Will Larson has a theory about why his team finished a Kubernetes migration in three months.

The answer, he thinks, isn't that the work was simpler. It's that his engineers barely did any of the implementing.

Larson, an engineering executive at fintech company Imprint, published a post this week on his blog Irrational Exuberance comparing two infrastructure projects a decade apart. In 2014, as a manager at Uber, a three-person team spent the better part of six months building a self-service provisioning platform — most of it in implementation. In 2026, a similarly-sized Imprint team completed a full Kubernetes/ArgoCD continuous deployment migration in three months. The code was mostly written by agents. The engineers spent their time on design, reviewing agent PRs, and course-correcting when things went sideways.

That comparison sets up the real argument of the post. Larson breaks the bottlenecks facing engineering teams into three: time, attention, and judgment. Coding agents have largely solved the first — they generate code faster than any human. They're making progress on the second. What they haven't figured out is judgment: knowing when an architectural decision is going to cause pain two years from now, catching a fundamentally wrong approach before a team is three weeks in, making calls that hold up long after the key person on a project has moved on.

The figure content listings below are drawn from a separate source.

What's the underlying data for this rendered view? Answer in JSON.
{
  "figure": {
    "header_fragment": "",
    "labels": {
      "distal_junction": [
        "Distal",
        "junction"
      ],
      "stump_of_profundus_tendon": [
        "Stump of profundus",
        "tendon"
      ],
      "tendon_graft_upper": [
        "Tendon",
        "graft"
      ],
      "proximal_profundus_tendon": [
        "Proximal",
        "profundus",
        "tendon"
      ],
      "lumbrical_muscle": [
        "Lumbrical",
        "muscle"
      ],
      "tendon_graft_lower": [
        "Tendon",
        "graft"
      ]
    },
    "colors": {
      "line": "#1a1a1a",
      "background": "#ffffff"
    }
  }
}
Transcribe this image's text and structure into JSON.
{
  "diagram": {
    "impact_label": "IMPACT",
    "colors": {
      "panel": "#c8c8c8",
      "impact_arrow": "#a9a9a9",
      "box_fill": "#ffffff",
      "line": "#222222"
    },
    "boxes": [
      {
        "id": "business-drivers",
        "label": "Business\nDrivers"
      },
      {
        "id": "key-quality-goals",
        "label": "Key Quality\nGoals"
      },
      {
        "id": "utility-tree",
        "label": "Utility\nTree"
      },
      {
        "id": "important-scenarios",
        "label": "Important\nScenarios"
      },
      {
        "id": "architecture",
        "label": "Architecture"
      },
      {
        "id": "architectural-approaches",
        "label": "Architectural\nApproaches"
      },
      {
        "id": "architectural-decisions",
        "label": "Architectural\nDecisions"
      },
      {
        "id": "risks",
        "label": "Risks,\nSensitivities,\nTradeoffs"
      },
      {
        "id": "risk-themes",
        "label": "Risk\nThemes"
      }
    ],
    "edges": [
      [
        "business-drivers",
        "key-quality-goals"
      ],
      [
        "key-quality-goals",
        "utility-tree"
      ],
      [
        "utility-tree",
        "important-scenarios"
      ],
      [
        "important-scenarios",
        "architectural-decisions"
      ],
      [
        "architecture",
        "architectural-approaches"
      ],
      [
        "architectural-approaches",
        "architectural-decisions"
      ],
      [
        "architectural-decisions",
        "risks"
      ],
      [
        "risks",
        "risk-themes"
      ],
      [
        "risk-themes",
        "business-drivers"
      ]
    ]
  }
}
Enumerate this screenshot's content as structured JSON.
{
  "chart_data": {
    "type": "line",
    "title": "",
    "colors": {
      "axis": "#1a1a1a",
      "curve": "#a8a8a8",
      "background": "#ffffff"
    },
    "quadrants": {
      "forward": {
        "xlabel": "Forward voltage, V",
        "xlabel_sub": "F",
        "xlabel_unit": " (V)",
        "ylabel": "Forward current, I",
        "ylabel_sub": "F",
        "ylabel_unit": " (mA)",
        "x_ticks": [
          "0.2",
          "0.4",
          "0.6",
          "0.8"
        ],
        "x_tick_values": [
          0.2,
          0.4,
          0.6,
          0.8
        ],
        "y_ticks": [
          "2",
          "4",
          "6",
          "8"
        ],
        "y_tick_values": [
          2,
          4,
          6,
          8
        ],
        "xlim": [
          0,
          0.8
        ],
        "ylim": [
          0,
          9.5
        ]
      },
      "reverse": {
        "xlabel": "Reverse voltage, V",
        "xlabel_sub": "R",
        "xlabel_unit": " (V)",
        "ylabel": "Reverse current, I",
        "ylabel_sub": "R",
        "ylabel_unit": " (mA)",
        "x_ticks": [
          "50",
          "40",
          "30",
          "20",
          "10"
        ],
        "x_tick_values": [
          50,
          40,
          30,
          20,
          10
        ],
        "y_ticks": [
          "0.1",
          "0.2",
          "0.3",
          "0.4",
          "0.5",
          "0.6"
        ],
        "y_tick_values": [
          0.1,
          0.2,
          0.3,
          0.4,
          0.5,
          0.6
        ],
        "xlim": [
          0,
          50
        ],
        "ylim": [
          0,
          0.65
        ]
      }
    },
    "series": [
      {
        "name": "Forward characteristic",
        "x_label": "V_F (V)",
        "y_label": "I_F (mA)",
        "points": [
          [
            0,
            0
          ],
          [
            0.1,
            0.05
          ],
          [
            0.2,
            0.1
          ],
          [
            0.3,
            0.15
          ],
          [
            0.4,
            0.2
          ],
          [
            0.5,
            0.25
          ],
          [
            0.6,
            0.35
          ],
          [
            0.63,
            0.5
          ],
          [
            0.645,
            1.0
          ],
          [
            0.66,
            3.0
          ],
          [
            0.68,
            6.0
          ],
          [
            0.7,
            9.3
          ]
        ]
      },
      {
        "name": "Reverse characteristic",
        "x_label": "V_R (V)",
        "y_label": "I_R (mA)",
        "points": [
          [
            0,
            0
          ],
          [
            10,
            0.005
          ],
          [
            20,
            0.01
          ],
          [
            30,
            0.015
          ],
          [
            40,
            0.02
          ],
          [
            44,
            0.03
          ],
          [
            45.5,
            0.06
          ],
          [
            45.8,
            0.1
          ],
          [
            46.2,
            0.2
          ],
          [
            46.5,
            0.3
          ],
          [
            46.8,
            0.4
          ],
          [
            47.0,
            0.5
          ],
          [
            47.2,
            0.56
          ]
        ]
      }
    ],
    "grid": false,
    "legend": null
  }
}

The implication is that senior engineers are no longer primarily implementers. They're directors — evaluating whether agents are building the right thing, not just building things.

To close that gap at scale, Larson proposes "datapacks": bundles of expert knowledge and coding conventions that teams could feed directly into coding agents as context. A team without deep expertise in database migrations could load a datapack written by someone who has done dozens of them, effectively borrowing that judgment. He envisions publishers — O'Reilly is his example — distributing these through package managers integrated into coding agent toolchains, structured the way npm or pip handle code dependencies today.

It's an ambitious idea, and Larson doesn't claim to have resolved the obvious hard parts: how datapacks get validated, how they stay current, whether packaged expertise can actually substitute for institutional knowledge. He treats those as downstream problems.

Creativity, he says, is the frontier after judgment — but he's not there yet.

The post is worth reading because Larson isn't extrapolating from benchmarks. He's describing a real project, with real team sizes and timelines, trying to articulate what engineering work actually feels like once agents absorb the implementation layer. That grounding makes the datapacks idea more compelling than it would be as pure speculation. Whether it points to a real product category — somewhere at the intersection of developer tooling, AI infrastructure, and technical publishing — is a question someone is probably already trying to answer.